B2B Fintech: SOC 2 Type II
If you are selling a fintech product to enterprise buyers — banks, insurance companies, large employers — they will require SOC 2 Type II before signing a contract. This is table stakes for enterprise fintech sales.
SOC 2 Type II audits your security controls (Trust Service Criteria) over a 6–12 month observation period. Getting SOC 2 Type II requires: 6+ months of operating with documented security controls in place, annual penetration testing, vulnerability management program, access control reviews, incident response plan, and vendor risk management.
Timeline: Start SOC 2 readiness on day 1 if enterprise sales are in your plan. A typical path: implement controls (2–3 months) → observation period (6 months) → audit (2 months) → report (1 month).

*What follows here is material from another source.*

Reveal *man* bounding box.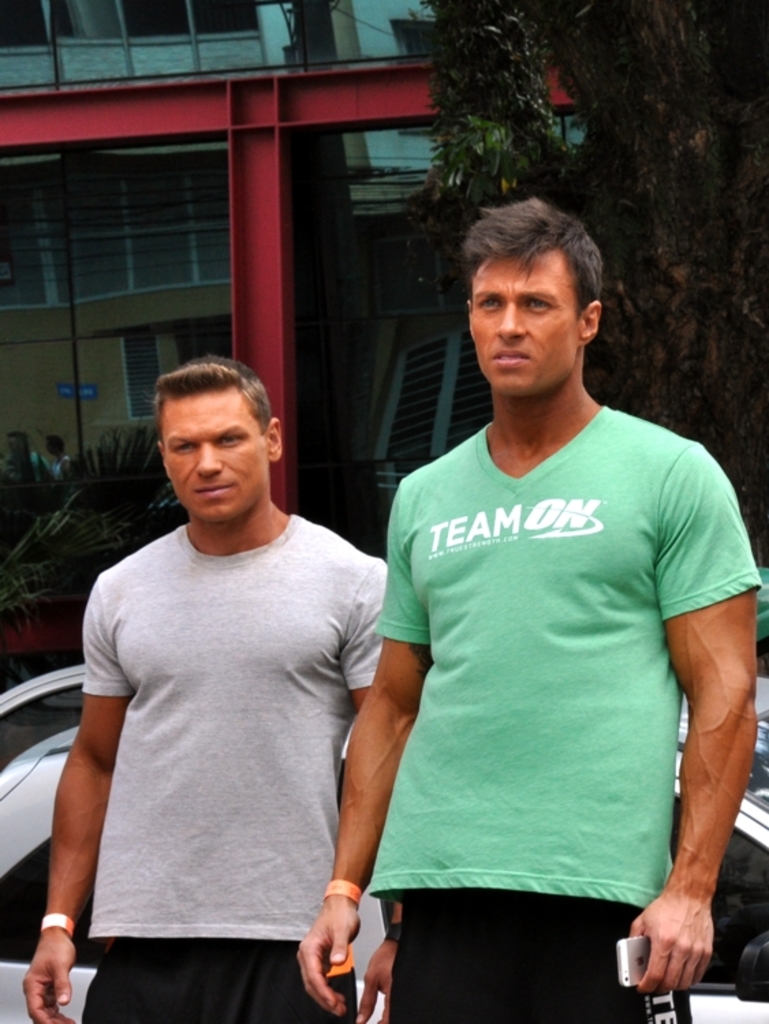
Revealed: 0,431,49,481.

Total: 11–12 months minimum.
Tools that accelerate SOC 2: Drata, Vanta, and Secureframe automate evidence collection and controls monitoring for $10,000–$30,000/year.
Money Transmission: MTL Licensing
If your application moves money between parties — payments marketplace, digital wallet, peer-to-peer transfers, foreign exchange — you may need a Money Transmitter License (MTL) in each US state where you operate. 50 state licenses is a multi-year, multi-million dollar undertaking.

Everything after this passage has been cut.